Obama worries Republicans, Democrats with new budget

WASHINGTON (AFP) - President Barack Obama rolled out a US$3.78 trillion (S$4.68 trillion) budget on Wednesday, angering Republicans with a call for higher taxes on the rich, while worrying liberals by countenancing cuts to retirement benefits.

Much was familiar in Mr Obama's blueprint, rooted in his enduring campaign to shield the American middle class and to cut deficits without massive cuts in infrastructure, education spending and cherished social programs.

The plan effectively set Mr Obama's battle lines ahead of a new fiscal showdown with Republicans, and was largely an academic exercise since it has no chance of being enacted in full in divided Washington.

"For years, the debate in this town has raged between reducing our deficits at all costs and making the investments necessary to grow our economy," Mr Obama said on an unseasonably warm morning in the White House Rose Garden.

"This budget answers that argument, because we can do both. We can grow our economy, and shrink our deficits."

Republicans, however, immediately rejected his plans. Senate Minority Leader Mitch McConnell branded them as a "left wing wish list."

House Speaker John Boehner, who has already passed a Republican budget that slashes spending, warned that Mr Obama had already made life tough enough on the rich, adding: "We don't need to be raising taxes on the American people."

Somehow, the two sides, currently also at odds over gun reforms and tax policy, and fresh from bitter recent duels over fiscal policy, will have to broker a compromise to fund the budget for fiscal 2014.

The blueprint included one key concession to Republicans, which has already angered elements of Obama's liberal Democratic base.

Mr Obama signaled he was ready to modify the inflation-linked formula by which some retirement benefits are calculated - meaning that payments could diminish, causing consternation among some Democrats on Capitol Hill.

The move was intended to try to lure some support ahead of cross-party budget and deficit talks. The president later hosted a second dinner with Republican senators at the White House.

Officials say Mr Obama's plan includes US$1.8 trillion of deficit reduction over 10 years and would raise US$580 billion in new revenue by curbing income tax breaks for the rich, without raising rates.

Republicans dispute Mr Obama's deficit reduction claims, arguing that since the budget would dispense with US$1.2 trillion in automatic spending cuts, which began in March and are known as the sequester, its real deficit reduction figure would only be US$600 billion in savings.

Republican House Budget Committee Chairman Paul Ryan said he was disappointed with MR Obama's blueprint, but did give the president some credit for being willing to address costs of social programs known as entitlements.

"At least he put something here that shows his willingness to address entitlements, and so that gives me a glimmer of hope that there is a way of getting to an agreement by the end of the day," Mr Ryan said.

In other measures, Mr Obama's budget would raise the tax on a pack of cigarettes from US$1.01 to US$1.95 per pack to finance early childhood education schemes.

It would also provide US$1.65 billion for the Global Fund to Fight AIDS, Tuberculosis and Malaria and US$4 billion to allow security upgrades following the attack on the US consulate in the Libyan city of Benghazi last September.

The Pentagon said the budget would hold military spending steady but would not account for the cost of the war in Afghanistan - which is expected to surpass $80 billion in the current year.

The plan would also boost funding for major science, health and research programs and find room to sustain Mr Obama's challenge to NASA to send humans to an asteroid in 2025 and to Mars in 2030.

Among fiscal measures opposed by Republicans, the Obama budget would implement the "Buffett Rule," which would mandate that households making more than $1 million a year pay at least 30 per cent of income in taxes.

The budget foresees a deficit of US$744 billion, or 4.4 per cent of GDP, in 2014 - down from a projected deficit of US$973 billion this year.

Officials projected that the shortfall would reach 2.8 per cent of GDP by 2016 and 1.7 percent by 2023.

The plan assumes unemployment will average 7.2 per cent next year, down from the current 7.6 per cent.

Economic growth, meanwhile, is predicted to pick up to 3.2 per cent next year, from 2.3 per cent this year.

The White House says that the plan represents more than two dollars in spending cuts for every one dollar of new revenue accrued from closing tax loopholes, and would not add a dime to the deficit.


Produce the lines from the one containing "Find the location" through the end of the material exactly as they appear, both ends included, and leave the pictures out.
──────────
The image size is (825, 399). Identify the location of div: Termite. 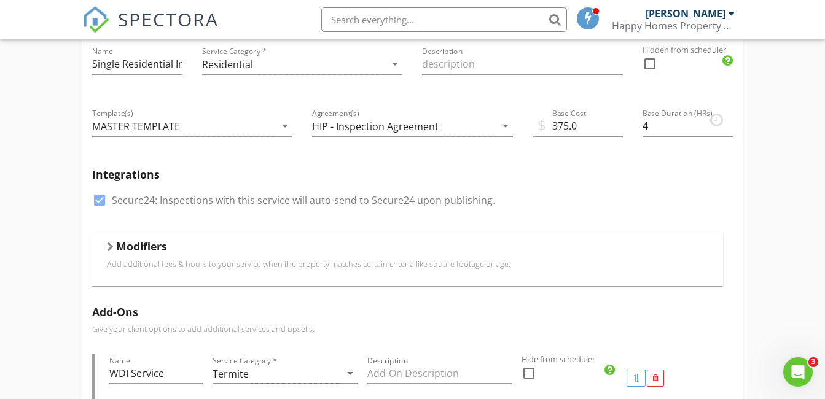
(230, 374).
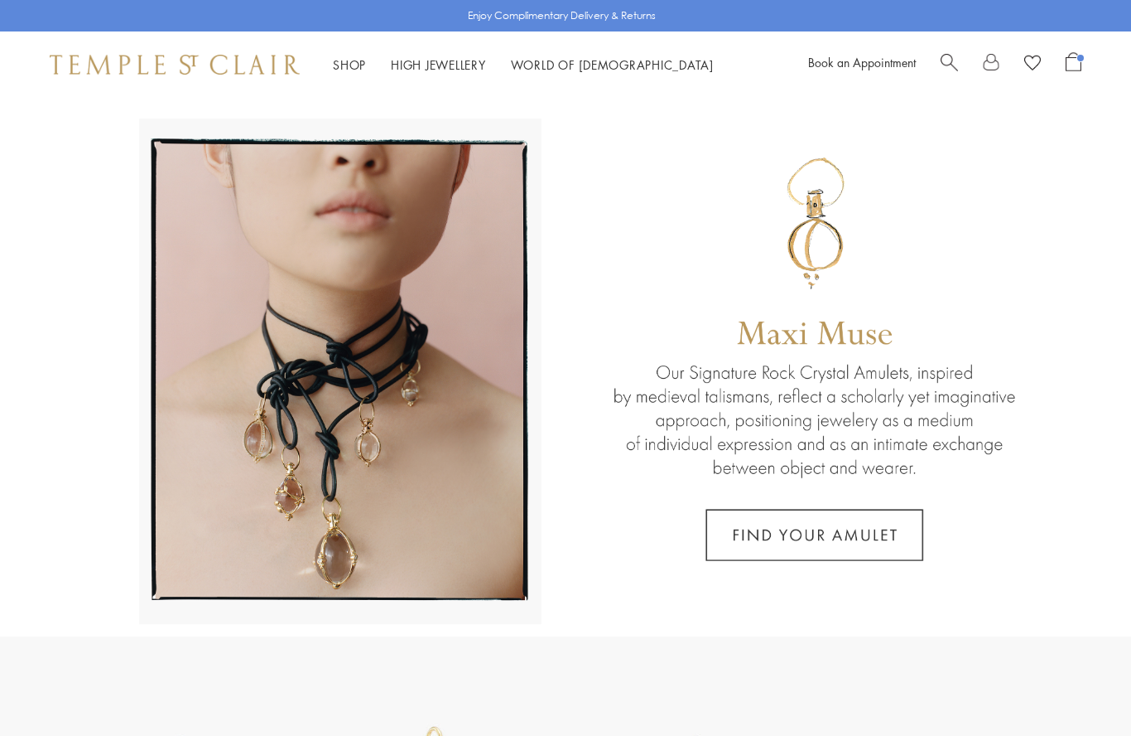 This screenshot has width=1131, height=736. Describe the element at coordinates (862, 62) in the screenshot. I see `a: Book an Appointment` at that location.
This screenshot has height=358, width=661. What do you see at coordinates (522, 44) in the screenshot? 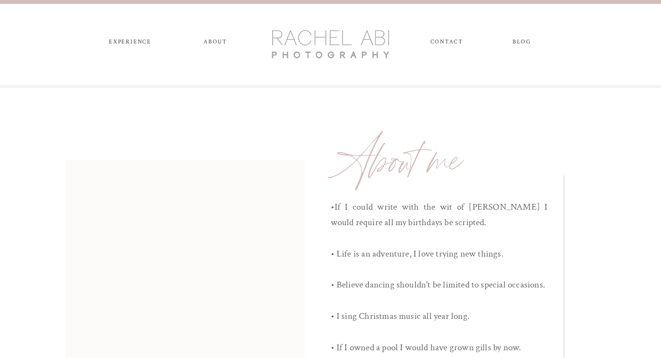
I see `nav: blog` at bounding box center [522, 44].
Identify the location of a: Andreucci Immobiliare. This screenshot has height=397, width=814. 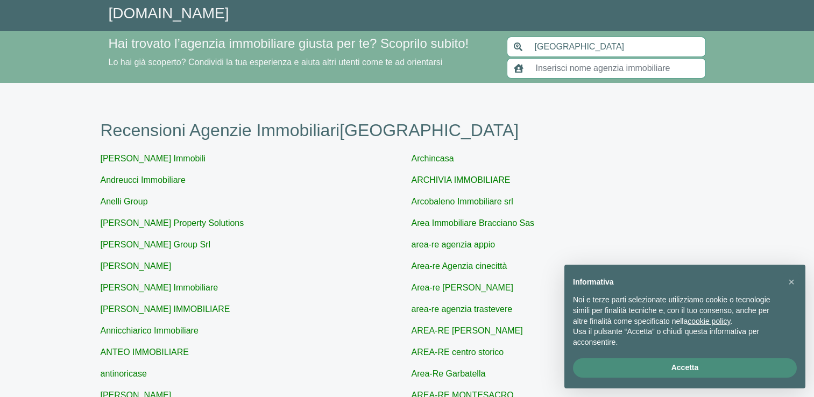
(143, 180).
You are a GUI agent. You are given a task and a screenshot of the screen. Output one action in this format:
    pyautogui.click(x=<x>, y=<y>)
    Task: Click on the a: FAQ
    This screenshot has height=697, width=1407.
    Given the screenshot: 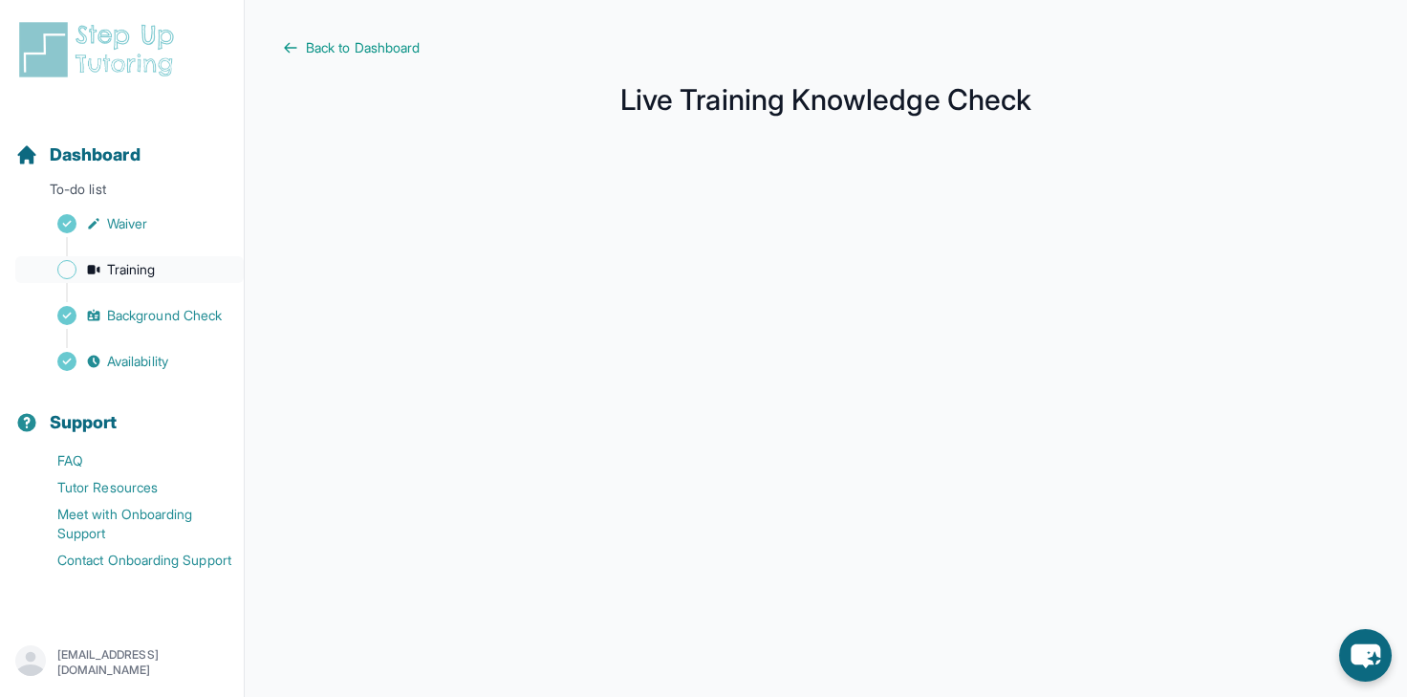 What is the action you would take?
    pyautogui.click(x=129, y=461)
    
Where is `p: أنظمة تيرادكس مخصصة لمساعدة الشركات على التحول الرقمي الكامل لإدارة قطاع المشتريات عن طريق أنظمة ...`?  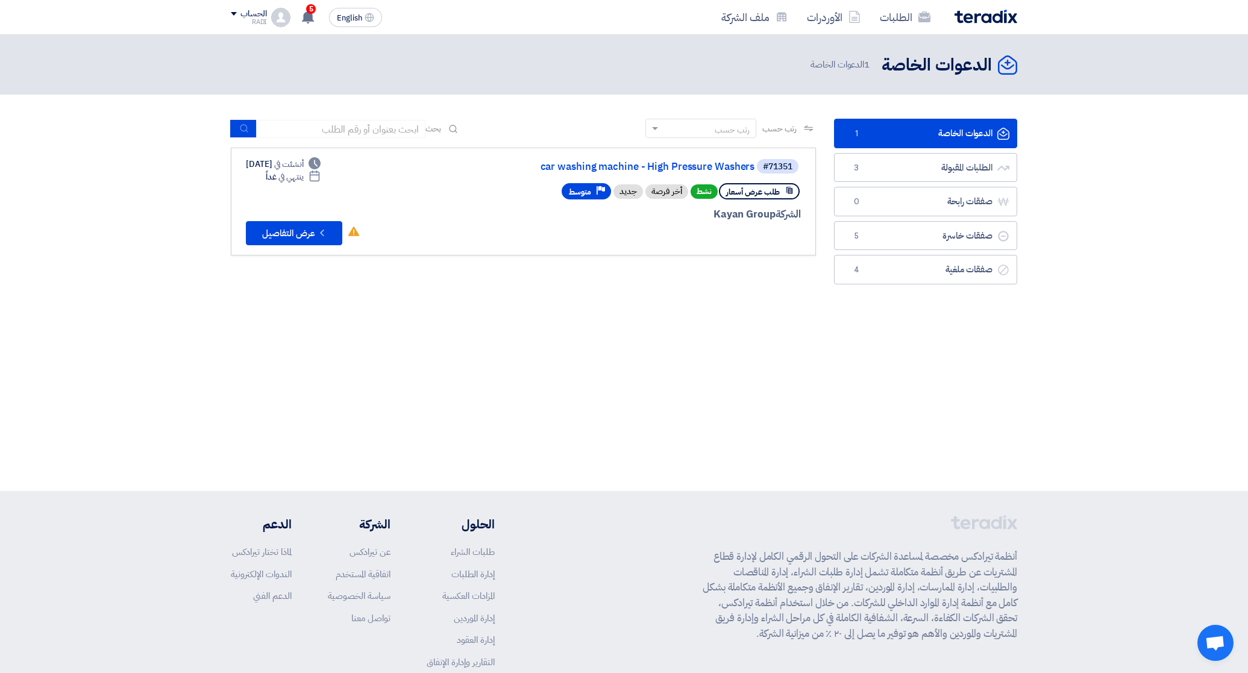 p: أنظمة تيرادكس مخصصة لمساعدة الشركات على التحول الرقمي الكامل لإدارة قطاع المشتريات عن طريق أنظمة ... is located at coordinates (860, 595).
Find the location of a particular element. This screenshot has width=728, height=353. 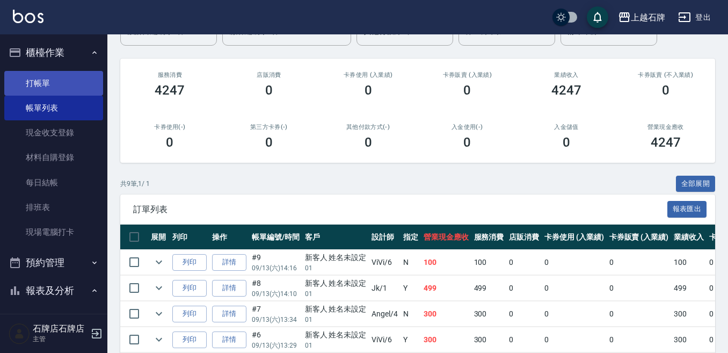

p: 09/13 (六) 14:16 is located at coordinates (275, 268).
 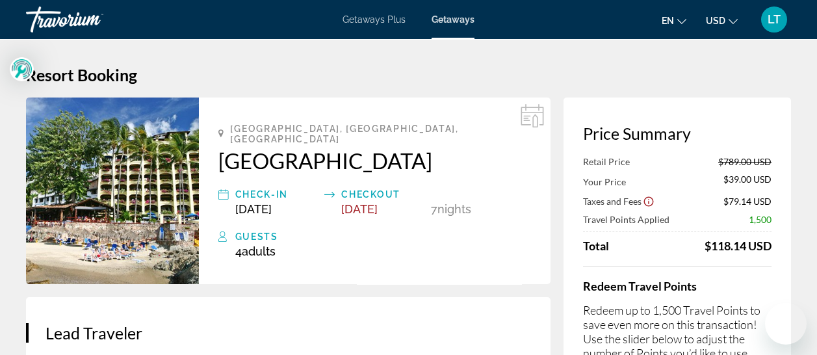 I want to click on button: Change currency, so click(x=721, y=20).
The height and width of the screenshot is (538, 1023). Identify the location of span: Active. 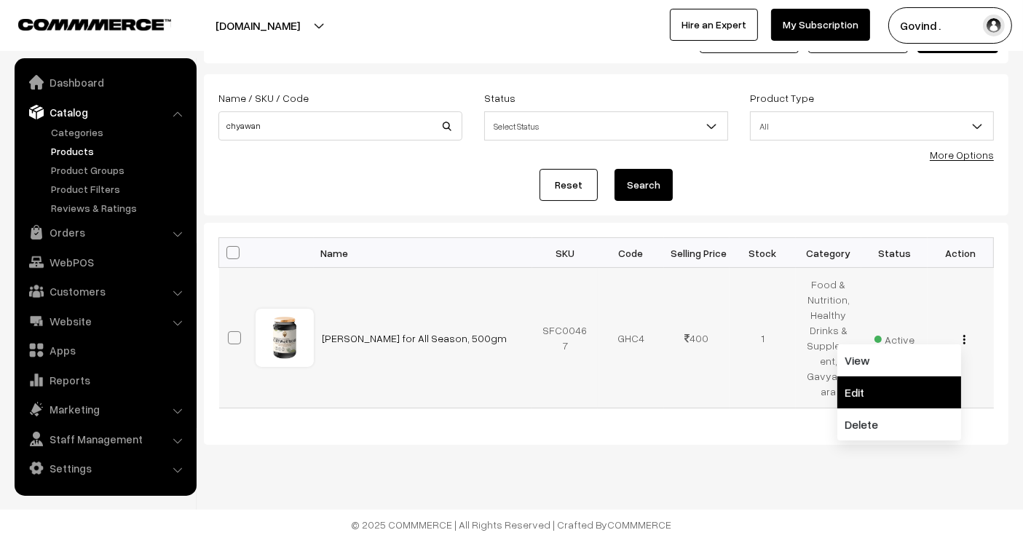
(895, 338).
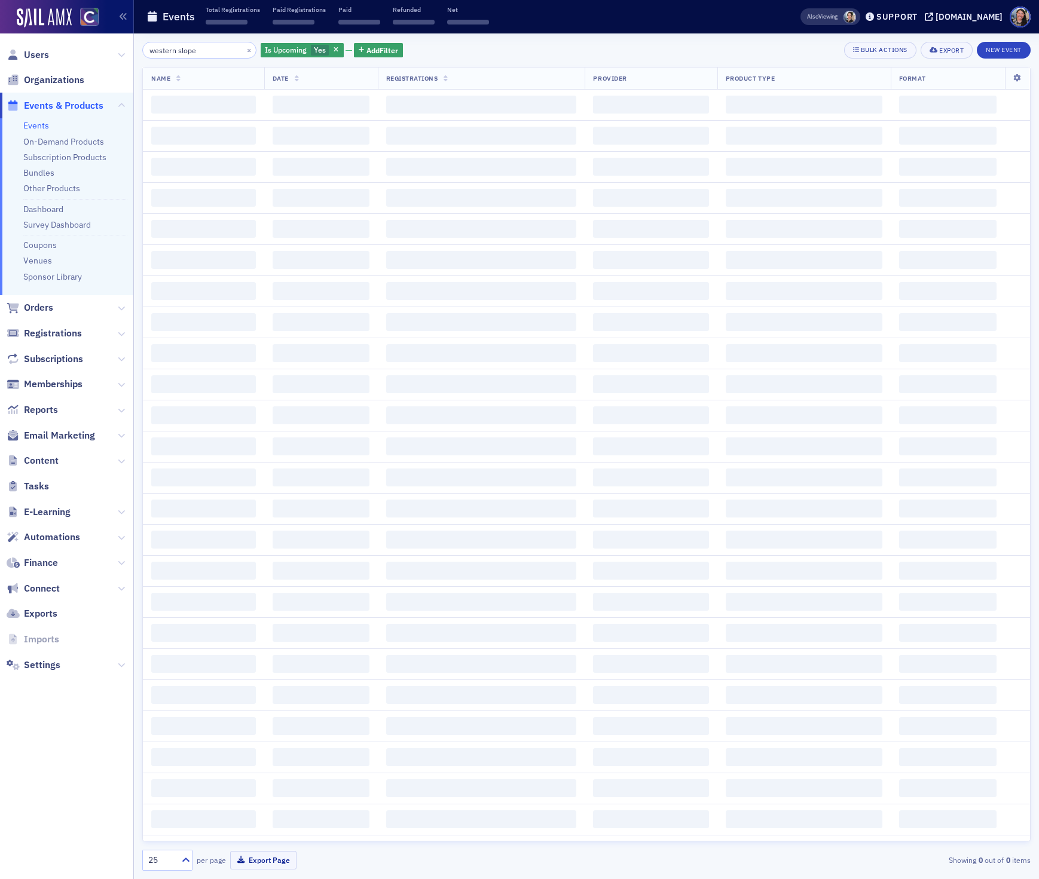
──────────
▶ Task output
Find the location of a particular element. This screenshot has width=728, height=353. 

p: 09/13 (六) 14:16 is located at coordinates (275, 268).
  I want to click on button: Change currency, so click(x=721, y=20).
The height and width of the screenshot is (538, 1023). Identify the location of span: Active. 
(895, 338).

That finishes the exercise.